Luke 5:16 - Sermon Bible Commentary

Bible Comments

Luke 5:16

I. When we read in this and in so many other passages that our blessed Lord in the days of His flesh offered prayers unto God, it greatly concerns us that we do not accept an explanation only too commonly suggested of these His prayers. It is sometimes said that Christ our Lord prayed by way of example, that so He might teach us the duty of prayer, and that His prayers had no other purpose and meaning but this. Doubtless He was our example in this as in every other point. But His prayers were no such hollow, unreal things, as we must needs confess them to have been, if such was the onlyintention which they had. Our Lord, the head of the race of men, but still man as truly as He was God, prayed, as any one of His servants might pray, because in prayer is strength; in prayer is victory over temptation; in prayer, and in the grace of God obtained through prayer, is deliverance from all evil.

II. If times of prayer were needful for Christ, how much more for all others; for as He was in the world, so are we; the only difference being that we lie open to the injurious influences which it exerts, as He neither did nor could; that the evil in the world finds an echo and an answer in our hearts which it found not at all in His. In a world where there is so much to dissipate and distract the spirit, how needful for us is that communion with God, in which alone the spirit collects itself at its true centre, which is God again; in a world where there is so much to ruffle the spirit's plumes, how needful that entering into the secret of the pavilion, which will alone bring it back to composure and peace; in a world where there is so much to sadden and depress, how blessed that communion with Him, in whom is the one source and fountain of all true gladness and abiding joy; in a world where so much is ever seeking to unhallow our spirits, to render them common and profane, how high the privilege of consecrating them anew in prayer to holiness and to God.

R. C. Trench, Sermons in Westminster Abbey,p. 138.

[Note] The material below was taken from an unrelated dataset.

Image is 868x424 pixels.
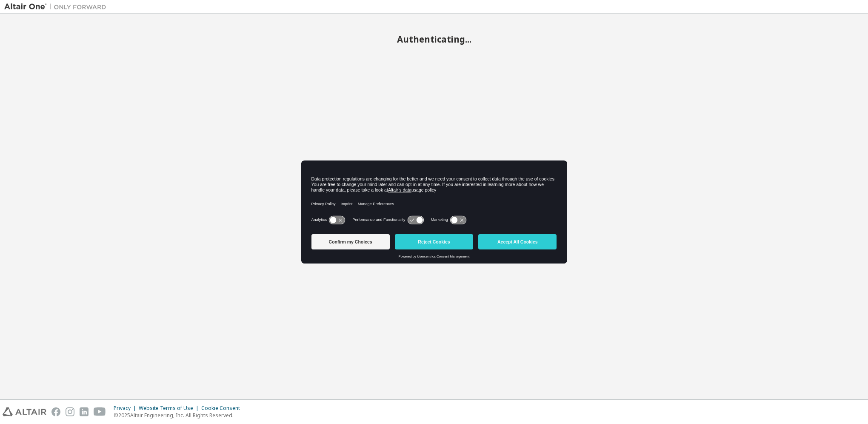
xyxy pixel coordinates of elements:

References: Luke 5:16. Homiletic Magazine,vol. vi., p. 205; J. Vaughan, Fifty Sermons,9th series, p. 128; Homilist,vol. vi., p. 229. Luke 5:16-26. Spurgeon, Sermons,vol. xvii., No. 981.Luke 5:17. Ibid.,vol. xii., No. 720. Luke 5:18-25. G. Macdonald, Miracles of Our Lord,p. 145.Luke 5:22; Luke 5:25. N. Smyth, Christian World Pulpit,vol. xxvii., p. 72.Luke 5:26. Spurgeon, My Sermon Notes: Gospels and Acts,p. 88.

Luke 5:16

16 And he withdrew himself into the wilderness, and prayed.